My users are complaining that the bot "forgets" context after about five or six exchanges. I am using the Buffer Memory node in Flowise, but it doesn't seem to hold up. Should I be using a different memory type like Zep or a specific DynamoDB integration for long-term retention? I need the bot to remember user preferences across different login sessions.
3 answers
Buffer Memory is only meant for short-term "sliding window" context. If you want true long-term persistence in Flowise, you absolutely should integrate Zep or use a persistent database. I personally use the Postgres Chat Memory node. This allows the bot to query past interactions even if the user logs out and comes back a week later. You can set a "Session ID" that maps to your user's unique ID in your app. This ensures that the LLM always has the relevant historical context without blowing through your token limit by sending the entire history every time.
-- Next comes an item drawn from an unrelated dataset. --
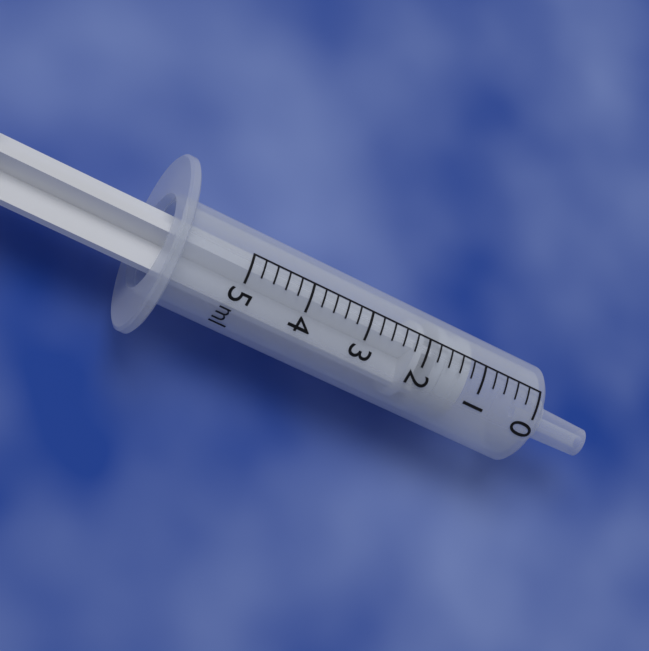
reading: 1.2 ml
Are you worried about the token costs increasing as the conversation history grows longer over several weeks?
I found that the DynamoDB node is the most reliable for AWS-based deployments if you want to scale horizontally.
Great tip, Pamela. Using an external managed service for memory makes the Flowise instance itself stateless, which is a best practice for modern cloud architecture and deployment.
Definitely, Justin. That’s why I’m looking at the "Conversation Summary Memory" node in Flowise. It uses a smaller LLM to summarize the history, which keeps the token count low while still preserving the "gist" of the previous sessions.